The jury's still out, however, about the present-day Aquatones' 2001 
remake of She's The One For Me', largely because the 1958 version has 
been roosting in my head since I stumbled upon the 78 rpm pressing long,
 long ago in an Aldershot junk shop, and span subsequently to dust. 
A tape of a hitherto-unissued (and too fast)'She's The One For Me' 
from 1977 by the Argonauts and I (with backing chorale attributed 
to 'The Argotones') wasn't up to the fighting weight of the prototype 
either, and had been corroding gently in a dark and lonely corner
 of my attic until the exchange of e-mails with Dave.  Yet I'm pleased 
to report that he enjoyed the mailed copy sufficiently to express a 
desire to 'sit in' ith us should any of our engagements coincide with 
his proposed visit to Europe in 2010. 
     
Emerging from the same era, if half a world away, Jet Harris was under
my scrutiny in an article commissioned for a forthcoming edition of Guitar
 & Bass magazine. Though seventy years old and not in the best of health, 
he proved a game and articulate interviewee. While a slight underlying 
bitterness peeped out when the topic of Cliff Richard and the Shadows' 
current reunion without him was raised, he was looking forward to hitting 
the road again in his own right next spring. 
     
Among further encounters of this kidney were respective chats with Jack
Bruce and Mick Taylor - each conquering debilities not unrelated to
unquiet journeys to late middle age - and Bruce Foxton and Rick
Buckler, the blokes in The Jam who weren't Paul Weller.

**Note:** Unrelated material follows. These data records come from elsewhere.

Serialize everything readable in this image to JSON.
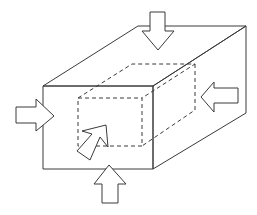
{
  "diagram": {
    "title": "",
    "colors": {
      "stroke": "#3a3a3a",
      "background": "#ffffff",
      "arrow_fill": "#ffffff"
    },
    "outer_block": {
      "front_face": "43,86 153,86 153,169 43,169",
      "top_face": "43,86 138,26 246,26 153,86",
      "right_face": "153,86 246,26 246,113 153,169"
    },
    "inner_block": {
      "front_face": "78,98 142,98 142,146 78,146",
      "back_top": "78,98 132,64 195,64 142,98",
      "back_right": "195,64 195,110 142,146"
    },
    "arrows": [
      {
        "id": "top",
        "direction": "down",
        "points": "150,12 165,12 165,31 174,31 158,50 142,31 150,31"
      },
      {
        "id": "left",
        "direction": "right",
        "points": "16,107 36,107 36,99 54,116 36,131 36,123 16,123"
      },
      {
        "id": "right",
        "direction": "left",
        "points": "238,88 214,88 214,82 201,97 214,112 214,103 238,103"
      },
      {
        "id": "bottom",
        "direction": "up",
        "points": "102,203 118,203 118,184 126,184 109,165 94,184 102,184"
      },
      {
        "id": "front",
        "direction": "into-page",
        "points": "82,131 106,125 108,147 100,137 90,160 77,151 92,134"
      }
    ]
  }
}
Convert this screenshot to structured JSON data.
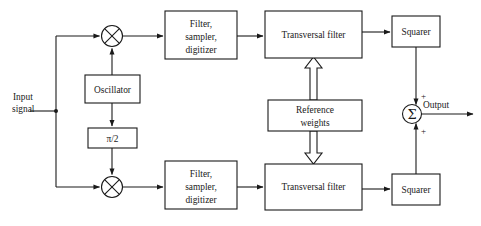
{
  "diagram": {
    "canvas": {
      "width": 481,
      "height": 226,
      "background": "#ffffff",
      "ink": "#1a1a1a"
    },
    "labels": {
      "input_line1": "Input",
      "input_line2": "signal",
      "output": "Output",
      "plus_top": "+",
      "plus_bottom": "+",
      "sigma": "Σ"
    },
    "blocks": [
      {
        "id": "filter-top",
        "lines": [
          "Filter,",
          "sampler,",
          "digitizer"
        ],
        "x": 165,
        "y": 11,
        "w": 72,
        "h": 48
      },
      {
        "id": "transversal-top",
        "lines": [
          "Transversal filter"
        ],
        "x": 265,
        "y": 11,
        "w": 97,
        "h": 47
      },
      {
        "id": "squarer-top",
        "lines": [
          "Squarer"
        ],
        "x": 392,
        "y": 16,
        "w": 48,
        "h": 31
      },
      {
        "id": "oscillator",
        "lines": [
          "Oscillator"
        ],
        "x": 85,
        "y": 75,
        "w": 55,
        "h": 28
      },
      {
        "id": "reference-weights",
        "lines": [
          "Reference",
          "weights"
        ],
        "x": 268,
        "y": 100,
        "w": 94,
        "h": 31
      },
      {
        "id": "phase-shifter",
        "lines": [
          "π/2"
        ],
        "x": 88,
        "y": 128,
        "w": 49,
        "h": 20
      },
      {
        "id": "filter-bottom",
        "lines": [
          "Filter,",
          "sampler,",
          "digitizer"
        ],
        "x": 165,
        "y": 161,
        "w": 72,
        "h": 48
      },
      {
        "id": "transversal-bottom",
        "lines": [
          "Transversal filter"
        ],
        "x": 265,
        "y": 164,
        "w": 97,
        "h": 46
      },
      {
        "id": "squarer-bottom",
        "lines": [
          "Squarer"
        ],
        "x": 392,
        "y": 174,
        "w": 48,
        "h": 31
      }
    ],
    "mixers": [
      {
        "id": "mixer-top",
        "cx": 112,
        "cy": 36,
        "r": 10.5
      },
      {
        "id": "mixer-bottom",
        "cx": 112,
        "cy": 187,
        "r": 10.5
      }
    ],
    "summer": {
      "id": "summer",
      "cx": 412,
      "cy": 114,
      "r": 9.5
    }
  }
}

I'd spoken to
them last over a quarter of a century ago when The Jam and Clayson and
the Argonauts had warmed up at the 100 Club for Stripjack, a quartet
that vanished immediately from the pages of history.
      
During Clayson and the Argonauts' seemingly final showdown in 1986 at the
Putney Half-Moon, Ralph McTell had been drinking at the bar, but this
didn't appear to be of great vocational import for him when I was
talking him through his saga for, again, Guitar & Bass. It
 ought to be mentioned that, prior top changing his surname in honour 
of Blind Willie, he'd been Ralph May, and had come from the same 
district of Kent as Phil May of The Pretty Things. However, he assured 
me that they weren't even distant cousins. 
Unquestionably, the most remarkable situation of this kind in which 
I found myself was a nouvelle cuisine lunch in a restaurant off Covent 
Garden with Gail Zappa, widow of Frank, and Diva, their younger daughter. 
On an adjacent table sat Meera Syal and what looked like her parents.
 
A month earlier, I'd interviewed Gail on behalf of Record Collector,
and then mailed her my Edgard Varese tome - for, insofar as Frank ever
had a boyhood hero, it was this most adventurous of modern classical
composers. Impressed, Gail suggested we meet when next she came to
England - which was sooner than I might have expected when her eldest
child Dweazil's Zappa Plays Zappa revue reached Europe in July.
 
Gail sorted out gratis tickets for me at the Bristol stop of Zappa Plays 
Zappa during the meal. She was absolutely charming - and over dessert 
and then a foray round nearby shops, we debated the feasibility of me 
penning a life of Frank. Before the week was out, I'd come up with a 
working title - Project X (after a piece on the sixth Zappa album, 
1969's Uncle Meat), and started prodding the nerves of an array of 
interested publishers, who are, nevertheless, proceeding with 
majestic slowness. 
      
In order to understand the magnitude of my rendezvous with Gail, you need
to know that, on a second ever trip to the capital not under adult
supervision, my fifteen-year-old self had been taken aback that an
entire window of Oxford Street's vast HMV store bloomed  with the
splendour of the macabre sleeve of The Mothers Of Invention's maiden
LP, 1966's Freak Out!. From listening to it in one of those isolation 
booths that such outlets had in  those days, the impact of Zappa and 
his Mothers was to ripple across the next seven years of my life - and 
Project X might be the biography that I have been destined to write.